23rd Brigade Royal Field Artillery

23rd Brigade Royal Field Artillery

XXIII Brigade, Royal Field Artillery was a brigade of the Royal Field Artillery which served in the First World War.

It was originally formed with 107th, 108th and 109th Batteries, and attached to 3rd Division. In August 1914 it mobilised and was sent to the Continent with the British Expeditionary Force, where it saw service with 3rd Division until 1917. 109th Battery left the brigade in mid-1916, and was replaced by a new D Battery, formed from a section of 86th (Howitzer) Battery and a section of 128th (Howitzer) Battery.

In 1917 it was withdrawn from 3rd Division, to operate under higher unit control, and served out the rest of the war in this role.

Read more about 23rd Brigade Royal Field Artillery:  External Links

Famous quotes containing the words brigade, royal, field and/or artillery:

    Rational free spirits are the light brigade who go on ahead and reconnoitre the ground which the heavy brigade of the orthodox will eventually occupy.
    —G.C. (Georg Christoph)

    This royal throne of kings, this sceptred isle,
    This earth of majesty, this seat of Mars,
    This other Eden, demi-paradise,
    This fortress built by nature for herself
    Against infection and the hand of war,
    This happy breed of men, this little world,
    This precious stone set in the silver sea,
    Which serves it in the office of a wall,
    Or as a moat defensive to a house
    Against the envy of less happier lands;
    This blessèd plot, this earth, this realm, this England.
    William Shakespeare (1564–1616)

    I learn immediately from any speaker how much he has already lived, through the poverty or the splendor of his speech. Life lies behind us as the quarry from whence we get tiles and copestones for the masonry of today. This is the way to learn grammar. Colleges and books only copy the language which the field and the work-yard made.
    Ralph Waldo Emerson (1803–1882)

    We now demand the light artillery of the intellect; we need the curt, the condensed, the pointed, the readily diffused—in place of the verbose, the detailed, the voluminous, the inaccessible. On the other hand, the lightness of the artillery should not degenerate into pop-gunnery—by which term we may designate the character of the greater portion of the newspaper press—their sole legitimate object being the discussion of ephemeral matters in an ephemeral manner.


* **ABOUT THIS TASK**: Extract from the listing each line in which the word "terrain" appears.

DATA EXTRACTS: Begin

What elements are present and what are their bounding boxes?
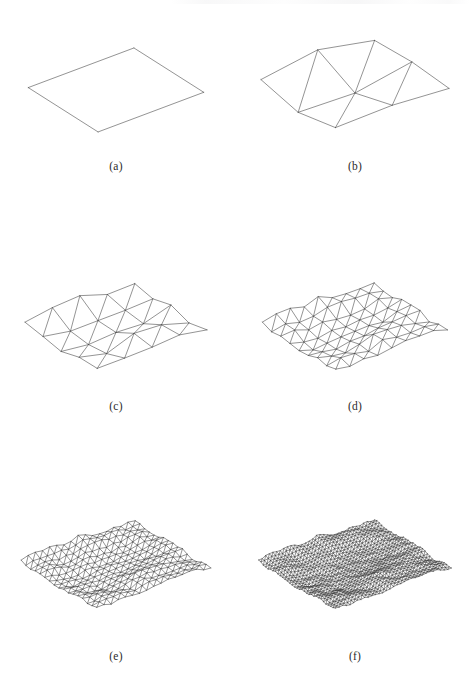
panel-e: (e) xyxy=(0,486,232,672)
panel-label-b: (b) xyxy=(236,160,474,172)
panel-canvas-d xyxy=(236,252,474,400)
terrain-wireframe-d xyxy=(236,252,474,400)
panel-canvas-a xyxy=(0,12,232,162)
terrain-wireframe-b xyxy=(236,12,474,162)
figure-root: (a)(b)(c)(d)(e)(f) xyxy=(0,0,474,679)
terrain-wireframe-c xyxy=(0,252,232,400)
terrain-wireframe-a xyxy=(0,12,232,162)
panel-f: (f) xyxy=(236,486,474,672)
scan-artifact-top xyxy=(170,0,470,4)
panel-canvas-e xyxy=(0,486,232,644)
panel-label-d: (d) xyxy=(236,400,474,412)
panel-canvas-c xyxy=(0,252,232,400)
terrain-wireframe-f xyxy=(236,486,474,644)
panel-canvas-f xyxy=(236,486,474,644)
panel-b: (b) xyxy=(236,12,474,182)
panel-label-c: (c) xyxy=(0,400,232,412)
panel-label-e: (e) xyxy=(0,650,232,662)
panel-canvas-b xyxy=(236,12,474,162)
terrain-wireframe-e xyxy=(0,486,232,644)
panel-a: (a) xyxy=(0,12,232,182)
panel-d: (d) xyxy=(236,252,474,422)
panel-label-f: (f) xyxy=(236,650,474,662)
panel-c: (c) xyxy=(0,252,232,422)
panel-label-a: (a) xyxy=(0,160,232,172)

DATA EXTRACTS: End
DATA EXTRACTS: Begin

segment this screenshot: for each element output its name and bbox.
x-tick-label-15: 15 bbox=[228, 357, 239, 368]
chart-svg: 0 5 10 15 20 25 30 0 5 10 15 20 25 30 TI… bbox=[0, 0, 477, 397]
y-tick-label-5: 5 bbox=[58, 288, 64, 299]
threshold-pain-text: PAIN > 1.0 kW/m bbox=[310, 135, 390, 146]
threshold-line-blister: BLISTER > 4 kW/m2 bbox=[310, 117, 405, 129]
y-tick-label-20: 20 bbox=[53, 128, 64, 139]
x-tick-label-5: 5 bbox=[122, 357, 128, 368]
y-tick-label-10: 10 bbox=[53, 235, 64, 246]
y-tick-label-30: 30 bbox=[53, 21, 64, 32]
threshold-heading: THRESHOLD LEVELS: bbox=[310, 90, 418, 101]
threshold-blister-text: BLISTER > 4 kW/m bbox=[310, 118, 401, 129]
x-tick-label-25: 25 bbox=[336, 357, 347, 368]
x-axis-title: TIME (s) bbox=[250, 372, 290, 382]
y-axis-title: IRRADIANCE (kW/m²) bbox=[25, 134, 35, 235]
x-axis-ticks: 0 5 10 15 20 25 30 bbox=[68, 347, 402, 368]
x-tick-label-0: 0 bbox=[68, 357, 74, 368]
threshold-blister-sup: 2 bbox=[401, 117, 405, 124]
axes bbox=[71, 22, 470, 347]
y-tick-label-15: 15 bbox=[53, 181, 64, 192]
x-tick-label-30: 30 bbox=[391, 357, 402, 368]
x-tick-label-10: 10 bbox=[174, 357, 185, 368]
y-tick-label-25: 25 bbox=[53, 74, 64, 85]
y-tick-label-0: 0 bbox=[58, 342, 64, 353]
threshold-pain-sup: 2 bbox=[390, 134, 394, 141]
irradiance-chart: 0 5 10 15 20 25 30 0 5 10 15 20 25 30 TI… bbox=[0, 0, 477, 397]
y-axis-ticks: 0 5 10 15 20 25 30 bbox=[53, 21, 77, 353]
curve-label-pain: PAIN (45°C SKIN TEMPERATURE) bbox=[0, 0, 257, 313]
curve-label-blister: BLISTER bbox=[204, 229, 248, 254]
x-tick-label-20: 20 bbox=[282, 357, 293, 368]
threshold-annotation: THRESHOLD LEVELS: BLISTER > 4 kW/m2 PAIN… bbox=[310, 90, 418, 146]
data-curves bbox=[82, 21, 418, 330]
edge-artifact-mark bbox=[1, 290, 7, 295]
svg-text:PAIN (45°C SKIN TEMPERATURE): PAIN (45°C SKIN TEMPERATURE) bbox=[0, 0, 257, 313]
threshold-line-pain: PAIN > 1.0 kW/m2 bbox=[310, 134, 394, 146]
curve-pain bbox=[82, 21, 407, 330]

DATA EXTRACTS: End

* **OUTPUT FOR THIS EXERCISE**:
terrain-wireframe-d xyxy=(236,252,474,400)
terrain-wireframe-b xyxy=(236,12,474,162)
terrain-wireframe-c xyxy=(0,252,232,400)
terrain-wireframe-a xyxy=(0,12,232,162)
terrain-wireframe-f xyxy=(236,486,474,644)
terrain-wireframe-e xyxy=(0,486,232,644)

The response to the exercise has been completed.